If you are targeting this type of role, you need to understand what founders actually need, how they think, and what makes them confident enough to give a VA access to their most sensitive communications and decisions.
What Founders Actually Need From a Senior VA
A startup founder running a growing business typically has too many things competing for attention and too few hours in the day. They need someone who can:
- Own their calendar completely, not just update it
- Draft and send communications on their behalf with the right tone
- Make decisions on routine matters without needing to ask
- Research topics quickly and return clear, actionable summaries
- Manage vendors, contractors, and service providers proactively
- Spot potential problems in their schedule or commitments and flag them early
The key word in all of those is ownership. Founders do not want someone who waits to be told what to do. They want someone who runs their systems and protects their time.

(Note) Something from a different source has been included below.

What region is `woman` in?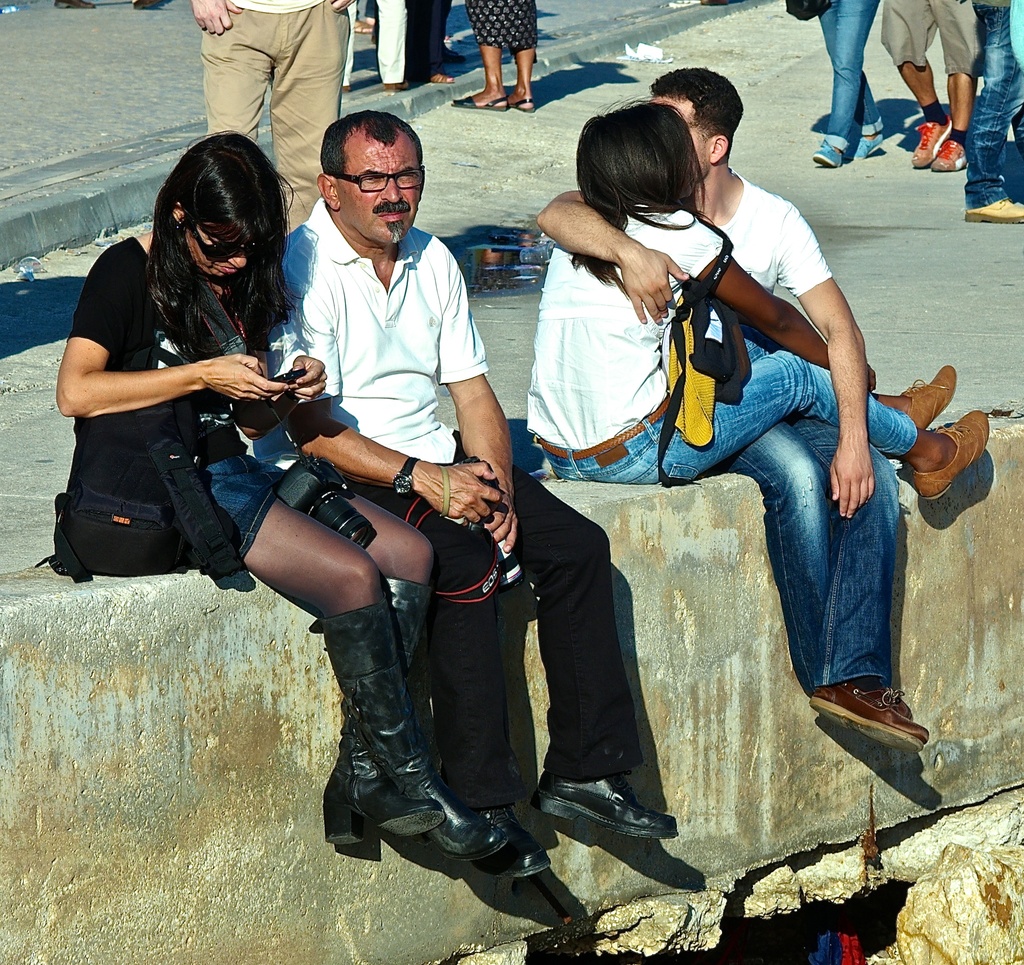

Skills That Are Non-Negotiable for This Role
Exceptional Written Communication
You will be writing in the founder's voice. Emails, Slack messages, social media responses, sometimes even content drafts. Your writing needs to be clear, precise, and professional without being robotic. Study examples of how they communicate before your interview.
Discretion and Trustworthiness
You will have access to financial information, hiring decisions, investor communications, and personal matters. The ability to handle sensitive information with absolute discretion is not optional. Founders test this implicitly throughout the interview process.
Fluency With Productivity Tools
Non-negotiable tools for this role: Google Workspace, Notion or Confluence, Slack, Zoom, and some form of project management tool. Knowledge of Loom, Calendly, or Zapier is a significant bonus.
Proactive Problem Solving
Senior VAs do not wait for problems to be reported. They notice potential conflicts in the calendar before the founder sees them. They chase overdue responses without being asked. They anticipate the founder's needs based on context.
How to Demonstrate Value in the Interview
The best way to stand out in a VA interview is to demonstrate that you already think the way the founder needs you to think. Come prepared with specific examples of problems you solved before being asked, systems you built to prevent recurring issues, and moments where you operated independently and made the right call.
If this is your first senior VA role, document a complex multi-step task you managed in a previous context, even if it was not a formal VA position, and present it as a case study of your working style.
What the Application Process Looks Like via Betternship
When Betternship receives a brief for a senior VA role, we assess candidates for role fit across both skill and personality. The process typically includes an initial screening, a written task to assess communication quality, and a structured interview. Candidates who complete their profile fully and indicate interest in VA roles are surfaced first when these briefs come in.